The King Scorpio is an ensemble consisting of ten members of Samurai Youth, as well as members of Maica, Euphoria, Gorilla Monsoon, Consumer Electronics and many, many others. Originally a lark, the group have since formed an inseparable racket, pressing out five brutal and mournful records in what is essentially a year-round racket. Their transparent pumice-glow is quite captivating, but their real power is in their hypnotic, relentless driving sound.
The first single by the Scorpio, 1991’s “Honey Badger”, is a slow paced slab of pounding garage proto-doom, blended with raga-like strumming and a helium-high vocal snippet. The flip boasts of “hazing children”. The structure is reminiscent of early Bloc Party, but without any explicit aim of targeting the political Right Hand Path crowd, the sound is every bit as anarchic and post-punk as ever seen. By the time the record reached #4 on the UK charts with “Hey Babe”, the band were already a quartet. The flip “Pablo” is a savage blast of wired-up blast beats and gamely folk, like a more strung out version of Scorpio on its own, but with the extra harmonic centre, it morphs into goblin-slick tail-splutter.
The record’s second single “U-Turn” is a dark rave whelpset. The full-length review of “U-Turn” can go on for several pages, but the short version is worth gifting readers for posterity’s sake. It’s a straightforward blast of synths and synthspace bugged vocals, like someone trying to break into a creaking, dark-leather vault of London underground lore. The full-length version has a more gradual approach to sonic development, but the vocals are more cartoonish, the electronics more cartoonish, and the low-end more conventional. Clive Bell’s trumpet is one of the best on record, and the Scorpio’s subdued, wreathed rhythm section work has a glee reminiscent of Miles Davis circa the mid to late 70s.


## Task to carry out
Read the entries below and pull out each line with the string "Outbounds".

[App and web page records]

○ ○ ○ ○ ○ ○ ○

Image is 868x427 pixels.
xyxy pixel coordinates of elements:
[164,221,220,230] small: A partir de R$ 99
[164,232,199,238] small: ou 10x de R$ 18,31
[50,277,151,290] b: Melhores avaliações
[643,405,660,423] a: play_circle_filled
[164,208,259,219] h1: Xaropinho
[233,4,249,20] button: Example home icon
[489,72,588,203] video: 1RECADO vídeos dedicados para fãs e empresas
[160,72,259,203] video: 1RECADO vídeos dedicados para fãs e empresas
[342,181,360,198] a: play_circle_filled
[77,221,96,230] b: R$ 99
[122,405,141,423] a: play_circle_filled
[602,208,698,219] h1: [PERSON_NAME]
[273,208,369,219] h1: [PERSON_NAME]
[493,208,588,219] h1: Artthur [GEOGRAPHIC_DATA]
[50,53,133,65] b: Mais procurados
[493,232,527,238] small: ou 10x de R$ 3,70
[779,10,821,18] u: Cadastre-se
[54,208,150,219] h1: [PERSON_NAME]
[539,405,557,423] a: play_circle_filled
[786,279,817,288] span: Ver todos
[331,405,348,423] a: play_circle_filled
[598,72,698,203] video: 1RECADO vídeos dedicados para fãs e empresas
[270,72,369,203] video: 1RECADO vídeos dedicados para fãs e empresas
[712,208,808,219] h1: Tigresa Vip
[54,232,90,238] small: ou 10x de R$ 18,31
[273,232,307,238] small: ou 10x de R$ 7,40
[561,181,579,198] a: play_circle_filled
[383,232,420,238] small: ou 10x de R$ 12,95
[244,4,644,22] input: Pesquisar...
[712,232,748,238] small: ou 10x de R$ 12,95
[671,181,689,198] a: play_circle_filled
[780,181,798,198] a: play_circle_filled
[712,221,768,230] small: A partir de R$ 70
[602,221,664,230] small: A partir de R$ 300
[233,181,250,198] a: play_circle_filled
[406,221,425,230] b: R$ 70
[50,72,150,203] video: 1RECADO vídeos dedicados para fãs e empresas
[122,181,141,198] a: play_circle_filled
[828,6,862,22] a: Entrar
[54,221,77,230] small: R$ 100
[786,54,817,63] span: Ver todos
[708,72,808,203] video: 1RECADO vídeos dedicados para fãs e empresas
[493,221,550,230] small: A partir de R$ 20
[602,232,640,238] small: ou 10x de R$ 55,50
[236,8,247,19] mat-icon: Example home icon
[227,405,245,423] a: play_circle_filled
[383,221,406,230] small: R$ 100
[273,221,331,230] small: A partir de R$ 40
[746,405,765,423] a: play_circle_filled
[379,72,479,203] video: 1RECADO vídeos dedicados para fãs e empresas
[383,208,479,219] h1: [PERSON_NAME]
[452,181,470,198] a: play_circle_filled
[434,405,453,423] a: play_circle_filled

○ ○ ○ ○ ○ ○ ○

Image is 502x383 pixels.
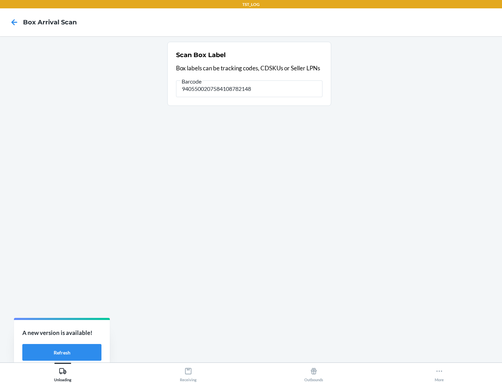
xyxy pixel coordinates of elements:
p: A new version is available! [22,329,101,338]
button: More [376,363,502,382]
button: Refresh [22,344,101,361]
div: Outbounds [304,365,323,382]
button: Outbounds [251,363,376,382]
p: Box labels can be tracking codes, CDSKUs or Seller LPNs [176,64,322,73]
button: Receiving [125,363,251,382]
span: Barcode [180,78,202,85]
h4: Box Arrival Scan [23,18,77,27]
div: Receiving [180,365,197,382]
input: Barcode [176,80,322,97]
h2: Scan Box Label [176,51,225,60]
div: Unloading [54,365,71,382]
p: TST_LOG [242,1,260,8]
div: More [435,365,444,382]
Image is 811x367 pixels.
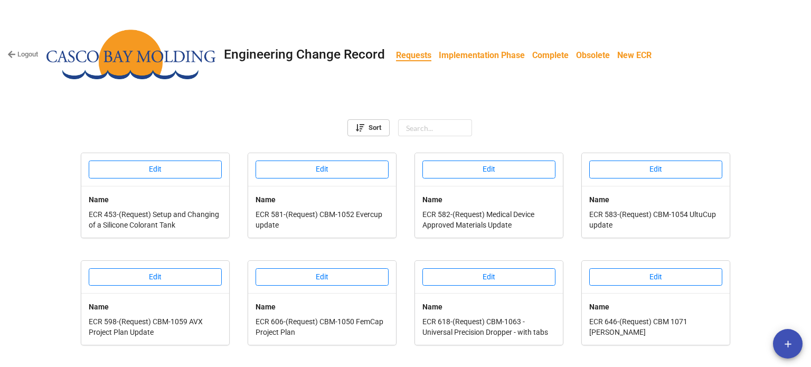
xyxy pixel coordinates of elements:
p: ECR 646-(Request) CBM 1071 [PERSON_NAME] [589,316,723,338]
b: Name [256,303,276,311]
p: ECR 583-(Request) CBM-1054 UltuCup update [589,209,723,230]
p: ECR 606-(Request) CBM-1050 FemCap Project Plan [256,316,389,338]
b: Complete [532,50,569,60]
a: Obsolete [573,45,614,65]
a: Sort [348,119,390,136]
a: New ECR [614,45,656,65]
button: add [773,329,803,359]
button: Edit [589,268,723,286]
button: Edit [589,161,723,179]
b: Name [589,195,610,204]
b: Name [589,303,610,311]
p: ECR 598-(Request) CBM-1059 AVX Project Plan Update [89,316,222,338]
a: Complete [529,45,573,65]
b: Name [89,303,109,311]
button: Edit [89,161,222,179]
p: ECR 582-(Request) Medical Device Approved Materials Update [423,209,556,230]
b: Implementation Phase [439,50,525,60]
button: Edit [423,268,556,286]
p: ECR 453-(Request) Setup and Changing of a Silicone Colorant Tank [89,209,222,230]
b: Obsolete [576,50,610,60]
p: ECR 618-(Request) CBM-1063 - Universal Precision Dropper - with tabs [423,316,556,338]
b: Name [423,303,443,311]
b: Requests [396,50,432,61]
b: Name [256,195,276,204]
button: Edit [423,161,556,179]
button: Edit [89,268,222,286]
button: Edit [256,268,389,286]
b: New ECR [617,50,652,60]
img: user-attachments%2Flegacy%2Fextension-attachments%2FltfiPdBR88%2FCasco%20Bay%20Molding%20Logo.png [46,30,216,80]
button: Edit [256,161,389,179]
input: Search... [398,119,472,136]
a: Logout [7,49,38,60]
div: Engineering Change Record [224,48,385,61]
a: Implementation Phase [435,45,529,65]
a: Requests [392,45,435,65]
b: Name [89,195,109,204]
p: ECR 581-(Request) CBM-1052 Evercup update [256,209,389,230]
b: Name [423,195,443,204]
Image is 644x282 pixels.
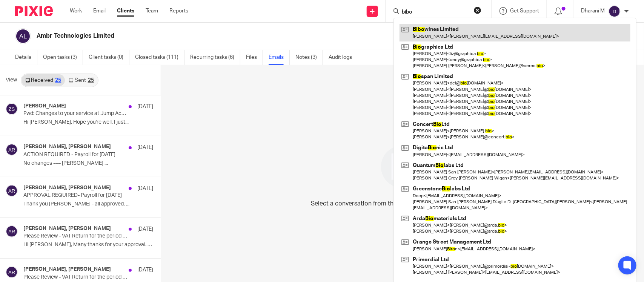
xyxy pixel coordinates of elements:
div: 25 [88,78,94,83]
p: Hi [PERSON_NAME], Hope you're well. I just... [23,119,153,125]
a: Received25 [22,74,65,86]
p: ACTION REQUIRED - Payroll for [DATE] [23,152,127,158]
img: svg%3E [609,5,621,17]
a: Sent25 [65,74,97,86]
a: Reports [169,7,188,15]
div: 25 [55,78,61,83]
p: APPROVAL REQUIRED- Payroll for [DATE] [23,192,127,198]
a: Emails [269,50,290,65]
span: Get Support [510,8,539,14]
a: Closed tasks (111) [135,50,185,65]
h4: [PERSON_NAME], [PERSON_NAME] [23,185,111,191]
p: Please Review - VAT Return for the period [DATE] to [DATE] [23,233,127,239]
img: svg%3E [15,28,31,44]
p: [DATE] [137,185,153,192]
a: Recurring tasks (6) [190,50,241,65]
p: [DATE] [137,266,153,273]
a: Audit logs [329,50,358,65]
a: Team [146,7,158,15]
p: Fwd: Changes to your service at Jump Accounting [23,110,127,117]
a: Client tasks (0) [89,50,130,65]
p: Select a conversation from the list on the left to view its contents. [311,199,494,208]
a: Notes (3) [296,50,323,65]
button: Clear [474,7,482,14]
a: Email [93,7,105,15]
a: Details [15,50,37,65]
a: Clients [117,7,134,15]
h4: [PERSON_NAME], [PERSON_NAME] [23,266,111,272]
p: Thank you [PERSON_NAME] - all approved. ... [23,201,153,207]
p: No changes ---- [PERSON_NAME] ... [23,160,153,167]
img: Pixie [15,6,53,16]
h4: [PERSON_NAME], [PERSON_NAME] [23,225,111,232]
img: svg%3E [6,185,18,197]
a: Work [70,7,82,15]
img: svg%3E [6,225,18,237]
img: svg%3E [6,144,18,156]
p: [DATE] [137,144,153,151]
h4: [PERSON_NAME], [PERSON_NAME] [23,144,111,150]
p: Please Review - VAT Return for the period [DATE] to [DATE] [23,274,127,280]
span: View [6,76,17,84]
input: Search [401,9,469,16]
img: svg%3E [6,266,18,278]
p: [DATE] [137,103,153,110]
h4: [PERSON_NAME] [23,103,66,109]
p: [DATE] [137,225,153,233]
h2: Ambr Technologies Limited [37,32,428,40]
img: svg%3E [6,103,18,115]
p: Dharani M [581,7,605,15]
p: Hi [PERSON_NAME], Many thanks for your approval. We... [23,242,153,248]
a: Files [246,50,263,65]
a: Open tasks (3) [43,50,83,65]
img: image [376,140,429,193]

○ ○ ○ ○ ○ ○ ○

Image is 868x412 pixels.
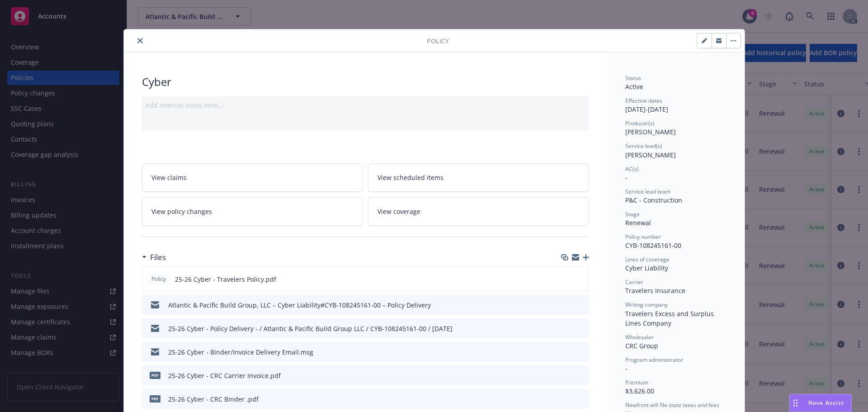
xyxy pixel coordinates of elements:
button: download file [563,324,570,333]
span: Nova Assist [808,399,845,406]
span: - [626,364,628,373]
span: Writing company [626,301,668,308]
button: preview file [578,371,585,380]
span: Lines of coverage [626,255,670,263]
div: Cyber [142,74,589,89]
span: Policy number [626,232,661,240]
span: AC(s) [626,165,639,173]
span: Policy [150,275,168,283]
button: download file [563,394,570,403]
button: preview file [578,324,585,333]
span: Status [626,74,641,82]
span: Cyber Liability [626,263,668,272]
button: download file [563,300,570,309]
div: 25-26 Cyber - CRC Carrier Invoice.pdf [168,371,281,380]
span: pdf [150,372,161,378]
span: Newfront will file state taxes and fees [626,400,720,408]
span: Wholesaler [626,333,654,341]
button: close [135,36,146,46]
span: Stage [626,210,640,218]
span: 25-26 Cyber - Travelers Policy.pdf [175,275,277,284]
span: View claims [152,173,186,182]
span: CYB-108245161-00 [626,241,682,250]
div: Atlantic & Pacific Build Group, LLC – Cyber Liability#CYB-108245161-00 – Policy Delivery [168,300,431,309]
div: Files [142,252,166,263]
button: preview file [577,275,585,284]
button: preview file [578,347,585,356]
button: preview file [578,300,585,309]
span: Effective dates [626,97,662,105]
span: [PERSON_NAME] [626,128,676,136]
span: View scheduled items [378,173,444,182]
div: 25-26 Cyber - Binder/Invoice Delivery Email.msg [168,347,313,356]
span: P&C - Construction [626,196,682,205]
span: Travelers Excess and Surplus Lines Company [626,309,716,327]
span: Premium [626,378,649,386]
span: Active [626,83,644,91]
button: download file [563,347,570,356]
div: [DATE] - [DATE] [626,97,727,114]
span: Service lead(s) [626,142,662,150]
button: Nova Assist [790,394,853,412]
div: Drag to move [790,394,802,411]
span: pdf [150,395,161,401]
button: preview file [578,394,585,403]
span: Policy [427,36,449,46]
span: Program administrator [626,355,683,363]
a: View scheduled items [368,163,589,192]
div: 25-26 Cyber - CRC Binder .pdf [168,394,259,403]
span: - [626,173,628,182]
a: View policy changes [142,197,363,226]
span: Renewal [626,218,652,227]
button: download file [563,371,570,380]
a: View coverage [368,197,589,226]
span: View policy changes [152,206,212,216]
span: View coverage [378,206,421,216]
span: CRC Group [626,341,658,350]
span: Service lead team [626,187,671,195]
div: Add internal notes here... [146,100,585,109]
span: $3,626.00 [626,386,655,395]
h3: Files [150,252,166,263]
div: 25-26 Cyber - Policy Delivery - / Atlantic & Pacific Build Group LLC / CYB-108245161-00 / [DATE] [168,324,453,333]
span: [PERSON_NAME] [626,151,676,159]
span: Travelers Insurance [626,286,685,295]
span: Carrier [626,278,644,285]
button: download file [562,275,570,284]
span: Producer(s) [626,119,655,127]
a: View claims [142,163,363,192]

○ ○ ○ ○ ○ ○ ○

## Solved exercise
div: Outbounds [304,365,323,382]
button: Outbounds [251,363,376,382]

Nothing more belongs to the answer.